> Two years ago, Facebook open-sourced Zstandard v1.0...<p>Bullshit, Zstd was open-source from the very beginning, they just hired Yann and moved the project under facebook org. How do I know? I have written the JVM bindings [1] since v0.1 that are now used by Spark, Kafka, etc.<p>EDIT: Actually, my initial bindings were against v0.0.2 [2]<p>Kudos to FB for hiring him and helping Zstd getting production ready. This is just a PR false claim.<p>[1] <a href="https://github.com/luben/zstd-jni" rel="nofollow">https://github.com/luben/zstd-jni</a><p>[2] <a href="https://github.com/luben/zstd-jni/commit/3dfe760cbb8cc46da3268af6aa73dce6014298ef" rel="nofollow">https://github.com/luben/zstd-jni/commit/3dfe760cbb8cc46da32...</a>
My browser loaded that website with a header:
accept-encoding: gzip, deflate, br ("br" means Brotli by Google)<p>The response had a header:
content-encoding: gzip<p>Zstandard looks like an improvement of DEFLATE (= gzip = zlib) and its specification is only 3x longer (even though it is introduced 22 years later): <a href="https://tools.ietf.org/html/rfc8478" rel="nofollow">https://tools.ietf.org/html/rfc8478</a><p>Since Zstandard is so simple and efficient, I thought it would get into browsers very quickly. Then, it could make sense to compress even PNG or JPG images, which are usually impossible to compress with DEFLATE.
I'd really like to thank Cyan for their contributions. `zstd` and `lz4` are great. I'm pretty much exclusively using `zstd` for my tarball needs in the present day as it beats the pants off `gzip` and for plane text code (most of what I compress) it performs amazingly. (shameless self promotion) I wrote my own tar clone to make usage of it [1].<p>It is nice to have disk IO be the limiting factor on decompression even when you are using NVMe drives.<p>[1] <a href="https://github.com/valarauca/car" rel="nofollow">https://github.com/valarauca/car</a>
The best thing about zstd is its zlibWrapper, which lets you write code as if you’re consuming zlib-compressed files while transparently working with zlib-, zstd-, or uncompressed files. I build several of my tools with zstd for this reason.
I used zstandard to compress mesages in P2P multiplayer game engine, and, taught on our real-life packets, it got us 2x-5x improvement. Awesome library, will use it in any similar project from now on.
> And the zstd binary itself includes a dictionary trainer (zstd --train). Building a pipeline for handling compression dictionaries can therefore be reduced to being a matter of gluing these building blocks together in relatively straightforward ways.<p>What happens if your user data trained dictionary ends up storing user data and you receive a GPDR destruction request?
I find the first chart so hard to understand. The axes need labels, and the color scheme is not ideal. They should use different line styles, and add a caption below summarizing the findings. There's a reason journals often require graphs to be formatted this way.<p>This is a resource I've found helpful:
<a href="https://www3.nd.edu/~pkamat/pdf/graphs.pdf" rel="nofollow">https://www3.nd.edu/~pkamat/pdf/graphs.pdf</a><p>"Consider readers with color blindness
or deficiencies"<p>"Avoid colors that are difficult to distinguish"
I hope they pay greater attention to the low and high end of their compression ratio spectrum. On the low end, it'd be great if it could exceed lz4 in terms of speed and memory savings. On the high end it'd be great to exceed XZ/LZMA.<p>Right now it's impressive "in the middle", but I find myself in a lot of situations where I care about the extremes. I.e. for something that will be transferred a lot, or cold-stored, I want maximum compression, CPU/RAM usage be damned, within reason. So I tend to use LZMA there if files aren't too large. For realtime/network RPC scenarios I want minimum RAM/CPU usage and Pareto-optimality on multi-GbE networks. This is where I use LZ4 (and used to use Snappy/Zippy).<p>At their scale, though, FB is surely saving many millions of dollars thanks to deploying this, both in human/machine time savings and storage savings.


**Task**
Nothing but the pictures may be left out. Restate the rest of the entries word for word.
-- Opening Marker --
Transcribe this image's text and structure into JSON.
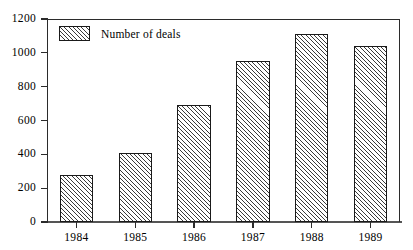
{
  "chart_data": {
    "type": "bar",
    "title": "",
    "subtitle": "",
    "xlabel": "",
    "ylabel": "",
    "categories": [
      "1984",
      "1985",
      "1986",
      "1987",
      "1988",
      "1989"
    ],
    "values": [
      280,
      410,
      690,
      950,
      1110,
      1040
    ],
    "series": [
      {
        "name": "Number of deals",
        "values": [
          280,
          410,
          690,
          950,
          1110,
          1040
        ]
      }
    ],
    "ylim": [
      0,
      1200
    ],
    "yticks": [
      0,
      200,
      400,
      600,
      800,
      1000,
      1200
    ],
    "ytick_labels": [
      "0",
      "200",
      "400",
      "600",
      "800",
      "1000",
      "1200"
    ],
    "grid": false,
    "legend": {
      "position": "top-left-inside",
      "entries": [
        "Number of deals"
      ]
    },
    "style": {
      "bar_fill": "diagonal-hatch",
      "bar_fill_color": "#ffffff",
      "hatch_line_color": "#3a3a3a",
      "bar_border_color": "#1a1a1a",
      "axis_color": "#2b2b2b",
      "background": "#ffffff",
      "text_color": "#000000"
    }
  },
  "legend": {
    "label": "Number of deals"
  },
  "axes": {
    "y": {
      "labels": [
        "1200",
        "1000",
        "800",
        "600",
        "400",
        "200",
        "0"
      ]
    },
    "x": {
      "labels": [
        "1984",
        "1985",
        "1986",
        "1987",
        "1988",
        "1989"
      ]
    }
  }
}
-- Closing Marker --
**Result of the exercise**
Transcribe this image's text and structure into JSON.
{
  "chart_data": {
    "type": "bar",
    "title": "",
    "subtitle": "",
    "xlabel": "",
    "ylabel": "",
    "categories": [
      "1984",
      "1985",
      "1986",
      "1987",
      "1988",
      "1989"
    ],
    "values": [
      280,
      410,
      690,
      950,
      1110,
      1040
    ],
    "series": [
      {
        "name": "Number of deals",
        "values": [
          280,
          410,
          690,
          950,
          1110,
          1040
        ]
      }
    ],
    "ylim": [
      0,
      1200
    ],
    "yticks": [
      0,
      200,
      400,
      600,
      800,
      1000,
      1200
    ],
    "ytick_labels": [
      "0",
      "200",
      "400",
      "600",
      "800",
      "1000",
      "1200"
    ],
    "grid": false,
    "legend": {
      "position": "top-left-inside",
      "entries": [
        "Number of deals"
      ]
    },
    "style": {
      "bar_fill": "diagonal-hatch",
      "bar_fill_color": "#ffffff",
      "hatch_line_color": "#3a3a3a",
      "bar_border_color": "#1a1a1a",
      "axis_color": "#2b2b2b",
      "background": "#ffffff",
      "text_color": "#000000"
    }
  },
  "legend": {
    "label": "Number of deals"
  },
  "axes": {
    "y": {
      "labels": [
        "1200",
        "1000",
        "800",
        "600",
        "400",
        "200",
        "0"
      ]
    },
    "x": {
      "labels": [
        "1984",
        "1985",
        "1986",
        "1987",
        "1988",
        "1989"
      ]
    }
  }
}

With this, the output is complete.